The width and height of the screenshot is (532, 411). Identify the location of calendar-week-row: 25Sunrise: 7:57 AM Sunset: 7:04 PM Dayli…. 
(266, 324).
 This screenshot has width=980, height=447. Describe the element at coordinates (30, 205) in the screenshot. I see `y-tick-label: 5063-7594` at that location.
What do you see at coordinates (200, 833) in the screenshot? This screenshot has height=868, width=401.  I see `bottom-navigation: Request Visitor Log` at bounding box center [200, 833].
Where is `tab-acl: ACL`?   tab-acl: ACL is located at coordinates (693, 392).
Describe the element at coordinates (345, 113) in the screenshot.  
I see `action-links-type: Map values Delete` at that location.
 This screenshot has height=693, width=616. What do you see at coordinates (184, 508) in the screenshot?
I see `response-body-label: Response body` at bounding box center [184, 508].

...

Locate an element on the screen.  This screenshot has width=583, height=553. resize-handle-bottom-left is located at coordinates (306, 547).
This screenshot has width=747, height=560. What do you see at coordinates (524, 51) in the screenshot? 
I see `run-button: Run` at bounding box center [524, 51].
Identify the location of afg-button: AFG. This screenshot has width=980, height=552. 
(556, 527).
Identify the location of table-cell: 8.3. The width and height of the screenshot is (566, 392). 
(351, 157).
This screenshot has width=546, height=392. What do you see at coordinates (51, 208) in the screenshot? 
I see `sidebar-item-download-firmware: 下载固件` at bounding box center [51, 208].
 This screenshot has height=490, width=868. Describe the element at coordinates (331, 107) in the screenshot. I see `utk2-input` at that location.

==

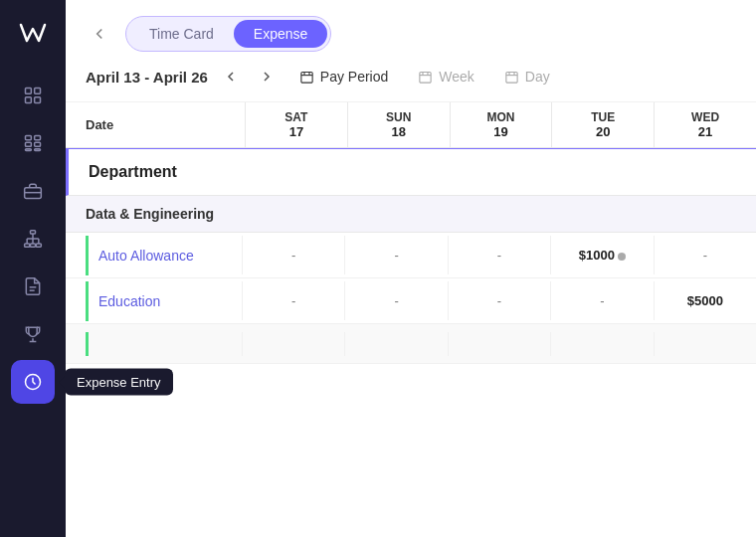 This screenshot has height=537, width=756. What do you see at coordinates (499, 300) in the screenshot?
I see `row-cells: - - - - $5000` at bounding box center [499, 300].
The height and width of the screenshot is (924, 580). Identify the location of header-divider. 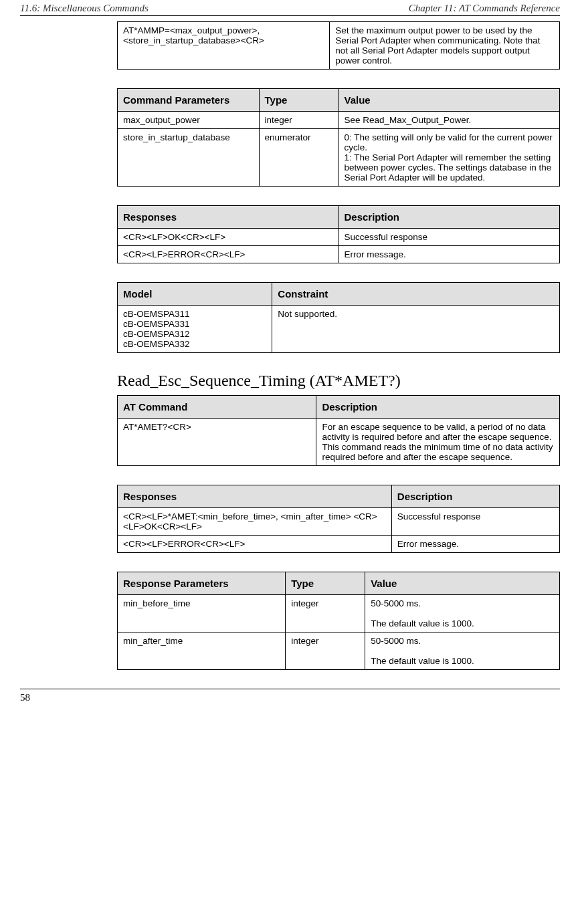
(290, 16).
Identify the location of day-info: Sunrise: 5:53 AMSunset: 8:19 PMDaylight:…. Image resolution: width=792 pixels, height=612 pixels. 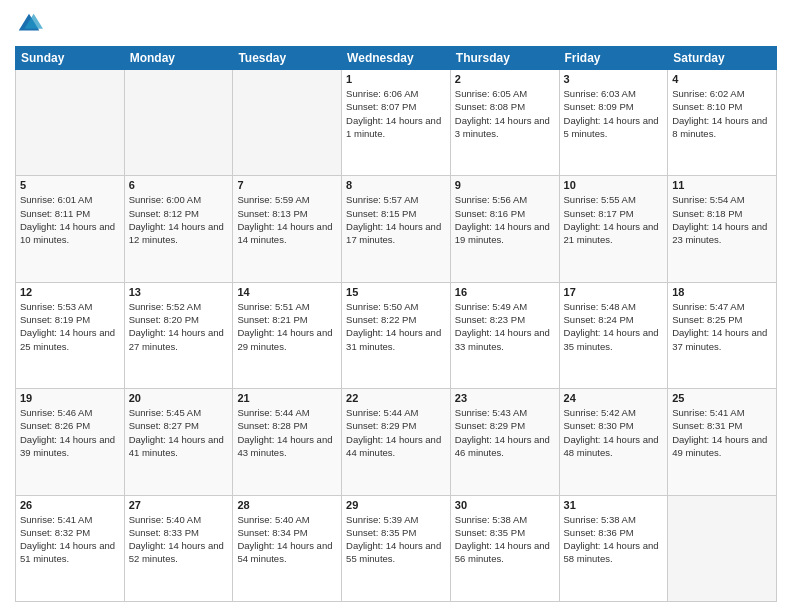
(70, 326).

Instructions to follow:
Where a line in the records above contains the word "bottom", copy that line.

Solved problem:
What do you see at coordinates (200, 833) in the screenshot? This screenshot has height=868, width=401.  I see `bottom-navigation: Request Visitor Log` at bounding box center [200, 833].
Locate an element on the screen.  This screenshot has width=583, height=553. resize-handle-bottom-left is located at coordinates (306, 547).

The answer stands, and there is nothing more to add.